In California, accrued but unused vacation must be paid out as wages when employment ends. Sabbaticals are different. Because a sabbatical is not automatically treated as vacation, employers are not ordinarily required to pay out accrued but unused sabbatical time at separation.
If a leave program labeled as a “sabbatical” is later found to function like accrued vacation, an employer may face significant legal exposure.
Before Paton v. Advanced Micro Devices, Inc. (2011) 197 Cal.App.4th 1505, no published California appellate decision had articulated a clear framework for distinguishing a true sabbatical from vacation.
In Paton, a class of employees sought payment for unused sabbatical time at separation, arguing that the employer’s sabbatical leave program functioned as deferred vacation wages that vested over time. The trial court granted summary adjudication for the employer, finding that the sabbatical leave program was exempt from California’s vacation payout rules. However, the Court of Appeal reversed, holding that whether the program constituted a “true sabbatical” or simply disguised vacation was a triable issue of fact.
Put simply, labels do not control. Courts will likely examine the substance of the program and how it operates in practice, not merely what the employer labels the program.
The Paton Court explained that the central question is whether the paid leave is intended to reward past service, or alternatively, intended to function as a retention tool designed to enhance future service. To guide that analysis, the Court adopted a modified version of a test developed by the California Department of Labor Standards and Enforcement (“DLSE”).
The Court treated the DLSE guidance as persuasive (not binding) and identified key factors – adding a fourth factor – to help distinguish a legitimate sabbatical from vacation.
Paton identifies four key guideposts that courts may consider when deciding whether a program is a true sabbatical or vacation in disguise:
- Infrequency: Is the leave granted infrequently (for example, every seven years, which is traditionally associated with sabbaticals)? The longer the interval between leaves, the more the benefit looks like a true sabbatical. More frequent leaves, by contrast, resembles ordinary vacation.
- Length: A sabbatical should be long enough to accomplish the employer’s purpose of retaining an experienced employee and should generally be beyond what’s normally offered as vacation.
- Not a Substitute for Vacation: A legitimate sabbatical should be offered in addition to a regular vacation program, and the vacation program should be market comparable. Employers cannot use a “sabbatical” label to backdoor additional vacation while keeping official vacation benefits unusually low.
- Return-to-Work Expectation (added by the Paton Court): A true sabbatical leave program should include some feature demonstrating that the employee is expected to return to work after the leave.
How to Draft a Clear and Compliant Sabbatical Leave Program
Courts have not applied the Paton test in a large body of later decisions, but Paton remains the clearest roadmap for employers who want a sabbatical leave program to be treated as a sabbatical – rather than paid vacation subject to payout at separation. Accordingly, employers designing (or revising) a sabbatical leave program should draft the sabbatical leave program with the Paton factors in mind.
Practical guidelines for drafting a sabbatical leave program include the following:
- Keep sabbaticals infrequent and meaningfully longer than normal vacation. Short or regularly recurring sabbaticals are more likely to be characterized as vacation.
- Ensure that regular vacation is market-comparable and that the sabbatical is truly additive. Employers should benchmark industry norms.
- Include a concrete return-to-work expectation feature consistent with retention goals. The specifics vary by workplace, but the sabbatical leave program should reflect a real retention purpose (not just paid time off by another name).
- Document the business purpose and how the sabbatical leave program operationally differs from vacation in administration and intent.
If you have questions about sabbatical leave programs, call 916-612-0326 or email ([email protected]) Finley Employment Law today. Finley Employment Law serves clients throughout California, including Sacramento, Roseville, Davis, Folsom, and Elk Grove.
The information in this blog post is for general informational and advertising purposes only and is not, nor is it intended to be, legal advice. Instead, you should speak with a California employment attorney for advice regarding your specific situation.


#### TASK TO COMPLETE:
Nothing in the listing below should be skipped, so transcribe it all exactly.

#### ENTRIES PROVIDED:
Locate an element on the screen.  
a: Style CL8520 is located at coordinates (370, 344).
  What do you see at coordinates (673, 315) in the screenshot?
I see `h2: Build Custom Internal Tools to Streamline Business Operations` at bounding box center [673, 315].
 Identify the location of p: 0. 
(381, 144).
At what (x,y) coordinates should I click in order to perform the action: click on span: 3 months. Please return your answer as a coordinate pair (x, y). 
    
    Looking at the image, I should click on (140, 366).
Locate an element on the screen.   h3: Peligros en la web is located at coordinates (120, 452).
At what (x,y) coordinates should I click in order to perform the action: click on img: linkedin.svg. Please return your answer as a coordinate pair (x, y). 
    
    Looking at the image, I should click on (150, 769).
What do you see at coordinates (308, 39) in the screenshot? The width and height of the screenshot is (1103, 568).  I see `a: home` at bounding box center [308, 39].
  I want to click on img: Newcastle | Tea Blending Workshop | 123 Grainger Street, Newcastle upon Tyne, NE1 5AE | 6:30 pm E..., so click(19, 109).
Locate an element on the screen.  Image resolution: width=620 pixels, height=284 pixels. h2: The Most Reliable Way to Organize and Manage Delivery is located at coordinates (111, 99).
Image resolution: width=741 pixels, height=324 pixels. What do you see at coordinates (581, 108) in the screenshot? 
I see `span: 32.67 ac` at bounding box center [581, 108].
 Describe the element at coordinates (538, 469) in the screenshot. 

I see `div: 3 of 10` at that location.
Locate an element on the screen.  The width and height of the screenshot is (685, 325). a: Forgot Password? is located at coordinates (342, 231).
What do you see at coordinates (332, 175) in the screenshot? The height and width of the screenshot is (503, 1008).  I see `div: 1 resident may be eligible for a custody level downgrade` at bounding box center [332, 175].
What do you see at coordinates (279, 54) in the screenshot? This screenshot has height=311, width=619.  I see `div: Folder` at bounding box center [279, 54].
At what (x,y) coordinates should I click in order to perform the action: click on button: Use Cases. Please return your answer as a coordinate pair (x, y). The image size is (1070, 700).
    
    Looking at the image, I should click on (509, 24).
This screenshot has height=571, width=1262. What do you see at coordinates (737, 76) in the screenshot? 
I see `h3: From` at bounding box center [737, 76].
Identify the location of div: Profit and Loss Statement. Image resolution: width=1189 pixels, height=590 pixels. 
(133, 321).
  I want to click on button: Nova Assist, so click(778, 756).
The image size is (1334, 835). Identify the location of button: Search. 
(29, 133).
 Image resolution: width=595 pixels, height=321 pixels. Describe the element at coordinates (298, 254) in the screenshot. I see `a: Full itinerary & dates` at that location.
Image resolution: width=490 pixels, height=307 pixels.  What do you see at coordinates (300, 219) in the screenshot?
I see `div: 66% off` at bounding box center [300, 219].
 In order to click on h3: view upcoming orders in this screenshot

#### WORKED SOLUTION:
Locate an element on the screen.  
a: Style CL8520 is located at coordinates (370, 344).
  What do you see at coordinates (673, 315) in the screenshot?
I see `h2: Build Custom Internal Tools to Streamline Business Operations` at bounding box center [673, 315].
 Identify the location of p: 0. 
(381, 144).
At what (x,y) coordinates should I click in order to perform the action: click on span: 3 months. Please return your answer as a coordinate pair (x, y). 
    
    Looking at the image, I should click on (140, 366).
Locate an element on the screen.   h3: Peligros en la web is located at coordinates (120, 452).
At what (x,y) coordinates should I click in order to perform the action: click on img: linkedin.svg. Please return your answer as a coordinate pair (x, y). 
    
    Looking at the image, I should click on (150, 769).
What do you see at coordinates (308, 39) in the screenshot? The width and height of the screenshot is (1103, 568).  I see `a: home` at bounding box center [308, 39].
  I want to click on img: Newcastle | Tea Blending Workshop | 123 Grainger Street, Newcastle upon Tyne, NE1 5AE | 6:30 pm E..., so click(19, 109).
Locate an element on the screen.  Image resolution: width=620 pixels, height=284 pixels. h2: The Most Reliable Way to Organize and Manage Delivery is located at coordinates (111, 99).
Image resolution: width=741 pixels, height=324 pixels. What do you see at coordinates (581, 108) in the screenshot? 
I see `span: 32.67 ac` at bounding box center [581, 108].
 Describe the element at coordinates (538, 469) in the screenshot. 

I see `div: 3 of 10` at that location.
Locate an element on the screen.  The width and height of the screenshot is (685, 325). a: Forgot Password? is located at coordinates (342, 231).
What do you see at coordinates (332, 175) in the screenshot? The height and width of the screenshot is (503, 1008).  I see `div: 1 resident may be eligible for a custody level downgrade` at bounding box center [332, 175].
What do you see at coordinates (279, 54) in the screenshot? This screenshot has height=311, width=619.  I see `div: Folder` at bounding box center [279, 54].
At what (x,y) coordinates should I click in order to perform the action: click on button: Use Cases. Please return your answer as a coordinate pair (x, y). The image size is (1070, 700).
    
    Looking at the image, I should click on (509, 24).
This screenshot has height=571, width=1262. What do you see at coordinates (737, 76) in the screenshot? 
I see `h3: From` at bounding box center [737, 76].
Identify the location of div: Profit and Loss Statement. Image resolution: width=1189 pixels, height=590 pixels. 
(133, 321).
  I want to click on button: Nova Assist, so click(778, 756).
The image size is (1334, 835). Identify the location of button: Search. 
(29, 133).
 Image resolution: width=595 pixels, height=321 pixels. Describe the element at coordinates (298, 254) in the screenshot. I see `a: Full itinerary & dates` at that location.
Image resolution: width=490 pixels, height=307 pixels.  What do you see at coordinates (300, 219) in the screenshot?
I see `div: 66% off` at bounding box center [300, 219].
 In order to click on h3: view upcoming orders in this screenshot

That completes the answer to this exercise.